No, she would not take that hand. Her face, she feared, was moist, a telltale sheen about the nose. Applied frugally, her powder had surely been absorbed. It was hot. The hat itched. She had drool on her stockings. “Penny,” she said to no discernible result.
“Penelope,” she said to hot breath on the shin.
The hand still waited.
“Water,” she said. She would relish a cold glass of water with cold crushed ice.
“Can’t do,” Rex said. “The water isn’t drinkable.”
“Goodness,” she said, and then, “You’re wrong.” She heard herself, took note of herself, feeling, then seeing the slatted day darken through a window, midday gone. The hour entered the bloodstream. Pure wrought iron. “I am here on a promise,” she said. “I am keeping my promise, true to my word. That’s all.”
With this, the hand withdrew itself.
Penny affected a nothing less than hangdog expression.
She, Ida, flinched. “Mr. Edward,” she said, her rather enfeebled, yet, of course, still deeply respected employer, of mutual acquaintance, she presumed, had sent her, insisted, in fact, that the matter was entirely utmost. She was loyal to a fault, she had to admit. She said, “He said you’d know.”
“I know. You have suffered a loss,” Rex said as he apparently followed and somehow invaded her gaze. It fell to the examining table. “Look at me,” he said. “Do you know your eyes are red?”

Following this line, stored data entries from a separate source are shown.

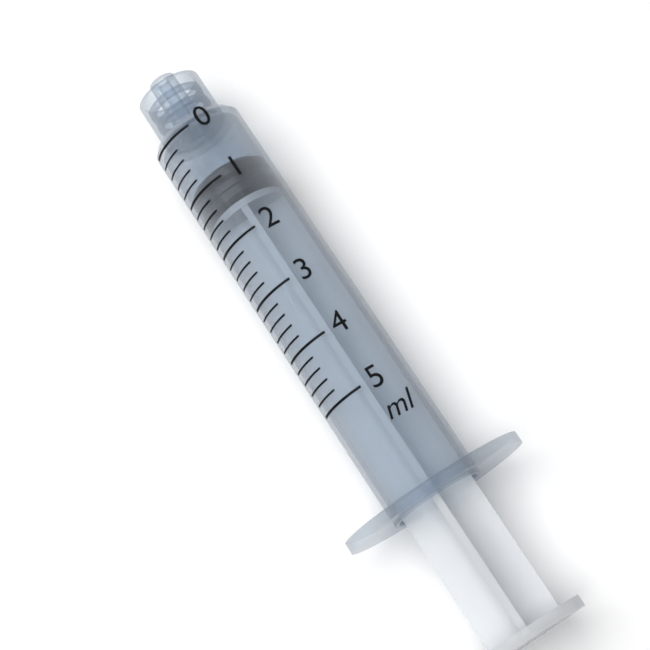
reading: 0.8 ml
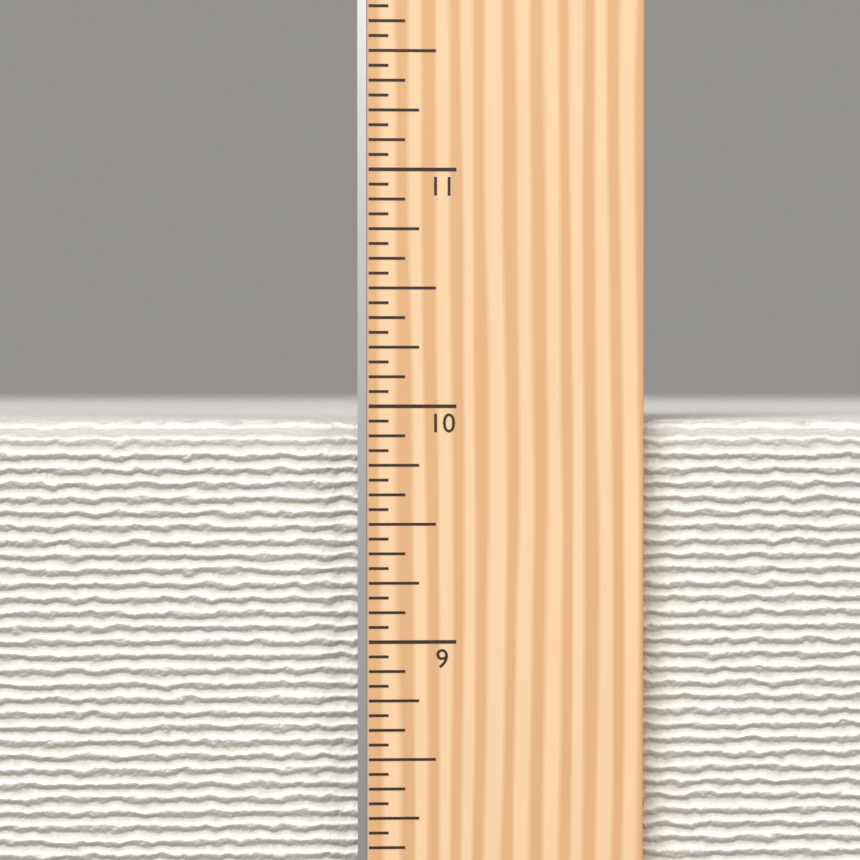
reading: 9.9375 in
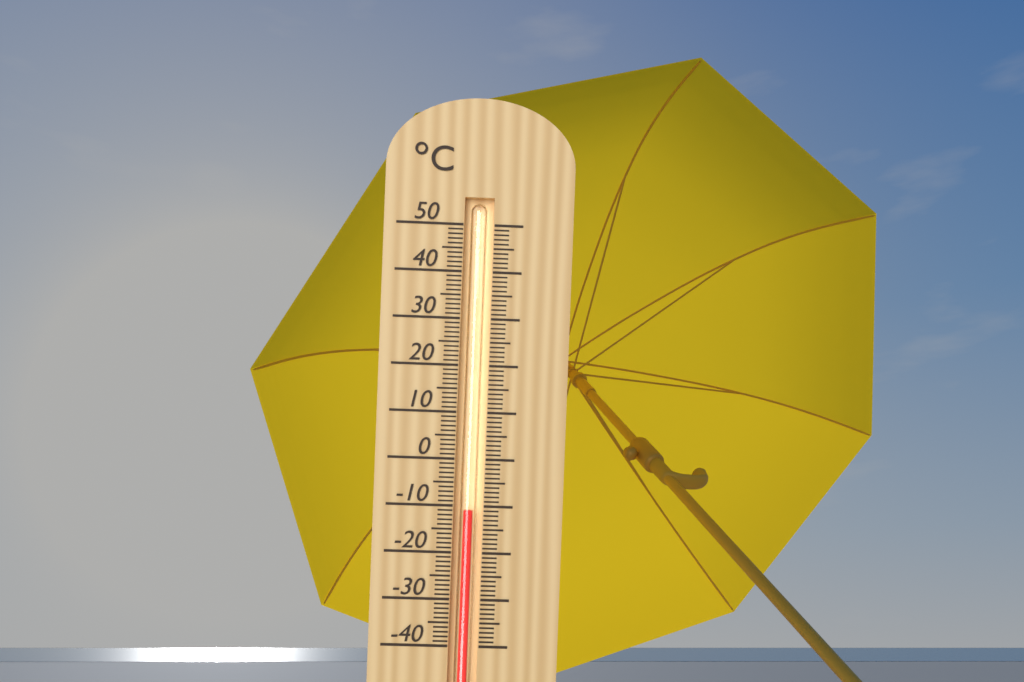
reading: -11 °C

She touched her eyelids — one and the other, in an almost involuntary, foolish, she might have conceded, gesture, as if with the faith that a person could finger a redness there, could identify a color or shade through skin, as if the senses had been thoroughly denied their limitations. She fingered moisture. Dismayed, she tried again, confirmed it: Pink, at least, as if fear of the thing was the thing that had made it so. This and the man’s presumption. “The air,” she said. “The air,” and thought, dust — dust and worse. Motes, she thought, and here she was, a swollen-ankled woman with a compromised mien. She was hugging, even choking, her pocketbook; would that she were in it, inside it, she and her sundries, she and her necessities, she and her scrap. If only she were hidden in the bowels of the thing! But here she was, alone in a room with a need and the voice in her head; a man, of course, certainly, a man, of course, and rather less expectedly, rather more pointedly, a dog, a carrier, heaven knew of what, and she herself, Ida, with a delicate system, thirsty and worn, her forearms moist on poreless leather, pockmarked; the irritant spores — was it spores? — the word that inserted itself in her thoughts; it was a general invisible itch.
Rex smiled.
Just smiled yellowly, the gaps in abundance, while Penny continued to conspicuously breathe.
“What are you?” Ida said, attempting — she wouldn’t have argued, had anyone asked — in this way to regain herself. “Are you some kind of doctor? Some kind of medical doctor?”